People Follow Social Norms Even When They Are Completely Arbitrary, According To New Research

    So, we are all kind of sheep, according to this new study.

    People's decision to conform to a social norm is heavily influenced by whether or not other people are following it — even when people know its popularity is completely arbitrary, according to a new study from the University of Melbourne.

    The research, published in Nature's Human Behaviour journal, involved 300 participants filling out a brief personality quiz that rated them on the "big five" traits (openness, agreeableness, emotional stability, extraversion and conscientiousness), and then being given one of two moral dilemmas.

    The first dilemma asked participants whether or not they would report a criminal to the police if they had witnessed them robbing a bank and then giving half the money to an orphanage. The second dilemma asked if they would hire a friend or a more qualified candidate for a job at their firm.

    For the robber scenario, half of the participants were told that most people had chosen to report the robber to the police. The other half were told that most people had refrained from reporting them.

    The same manipulation applied for the job candidate scenario.

    However – it was made clear to all the participants that the way that the majority voted before them was entirely arbitrary because a faulty programming error made one choice more popular than the other.

    That is to say, all the participants believed the social norm they were presented with was not grounded in a logical – or even a conscious – decision.

    Despite believing this, participants overwhelmingly chose the most popular decision. This effect was even more profound when the participants believed had done the experiment before them shared their gender and personality traits.

    Lead author of the study, Campbell Pryor, told BuzzFeed News that reasoning related to evolutionary psychology could be driving this effect.

    "It could be something basic like a deep-seated desire to follow a herd," he said. "Evolutionary-wise, we may have a desire to do what other people are doing because it makes us feel safer."

    However, because participants tended to blindly agree more with the decisions of people who shared their personality characteristics, Pryor believes it is more likely that people make these choices in order to maintain a sense of social identity.

    "One possible factor at play is that people just have some kind of internal desire to identify with people," he said.

    So, where does this kind of information come in handy?

    Pryor says that this kind of irrational decision-making should be taken into account for public health policy related to underage drinking.

    While peer pressure dominates the dialogue around teen drinking, Pryor believes that even if experts were able to remove peer pressure from the equation, this research suggests that "simply knowing that your friends are drinking" would lead teenagers to make the same decision to drink.

    Pryor believes that the study shows that policy that targets "rational reasons to follow norms may not be as effective as we would have previously thought".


- [ABOUT THIS EXERCISE]:
Below are some records. Write out exactly their lines from the one with "Extract all elements" through the one with "Give me the", and leave the pictures behind.

- [Data items]:

§ §

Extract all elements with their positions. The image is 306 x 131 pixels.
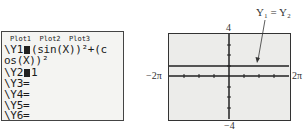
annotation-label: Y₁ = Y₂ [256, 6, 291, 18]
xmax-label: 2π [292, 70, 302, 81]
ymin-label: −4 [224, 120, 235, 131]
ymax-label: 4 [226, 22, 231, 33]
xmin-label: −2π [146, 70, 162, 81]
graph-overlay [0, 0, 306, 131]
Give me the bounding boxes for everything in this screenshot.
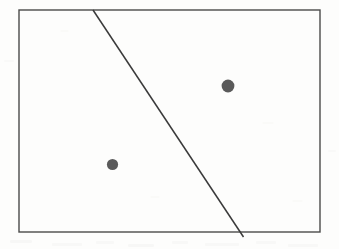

§ §

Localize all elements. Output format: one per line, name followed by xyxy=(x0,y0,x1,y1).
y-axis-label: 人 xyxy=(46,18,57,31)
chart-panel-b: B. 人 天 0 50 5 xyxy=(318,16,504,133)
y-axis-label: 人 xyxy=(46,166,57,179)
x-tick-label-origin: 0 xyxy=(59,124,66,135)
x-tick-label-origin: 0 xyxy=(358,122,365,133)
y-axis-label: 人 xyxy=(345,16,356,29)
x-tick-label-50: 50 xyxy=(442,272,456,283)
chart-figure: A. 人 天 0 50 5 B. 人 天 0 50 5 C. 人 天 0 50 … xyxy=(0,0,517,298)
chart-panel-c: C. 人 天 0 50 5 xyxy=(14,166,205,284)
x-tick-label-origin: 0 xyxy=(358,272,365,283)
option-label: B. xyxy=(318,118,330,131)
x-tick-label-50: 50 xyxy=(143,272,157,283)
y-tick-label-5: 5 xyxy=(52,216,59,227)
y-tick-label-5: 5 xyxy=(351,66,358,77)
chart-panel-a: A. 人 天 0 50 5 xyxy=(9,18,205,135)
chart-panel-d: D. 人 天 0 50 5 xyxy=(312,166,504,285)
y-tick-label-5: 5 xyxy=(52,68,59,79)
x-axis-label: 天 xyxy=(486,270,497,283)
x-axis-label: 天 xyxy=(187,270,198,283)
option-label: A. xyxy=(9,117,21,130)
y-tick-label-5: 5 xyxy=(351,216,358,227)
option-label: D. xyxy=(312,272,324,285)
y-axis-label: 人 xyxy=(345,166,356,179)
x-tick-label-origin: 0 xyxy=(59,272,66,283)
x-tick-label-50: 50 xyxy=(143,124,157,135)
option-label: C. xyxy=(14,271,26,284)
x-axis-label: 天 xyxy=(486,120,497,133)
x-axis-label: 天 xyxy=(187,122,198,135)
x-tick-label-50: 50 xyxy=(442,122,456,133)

§ §

- [ANSWER AREA]:
Extract all elements with their positions. The image is 306 x 131 pixels.
annotation-label: Y₁ = Y₂ [256, 6, 291, 18]
xmax-label: 2π [292, 70, 302, 81]
ymin-label: −4 [224, 120, 235, 131]
ymax-label: 4 [226, 22, 231, 33]
xmin-label: −2π [146, 70, 162, 81]
graph-overlay [0, 0, 306, 131]
Give me the bounding boxes for everything in this screenshot.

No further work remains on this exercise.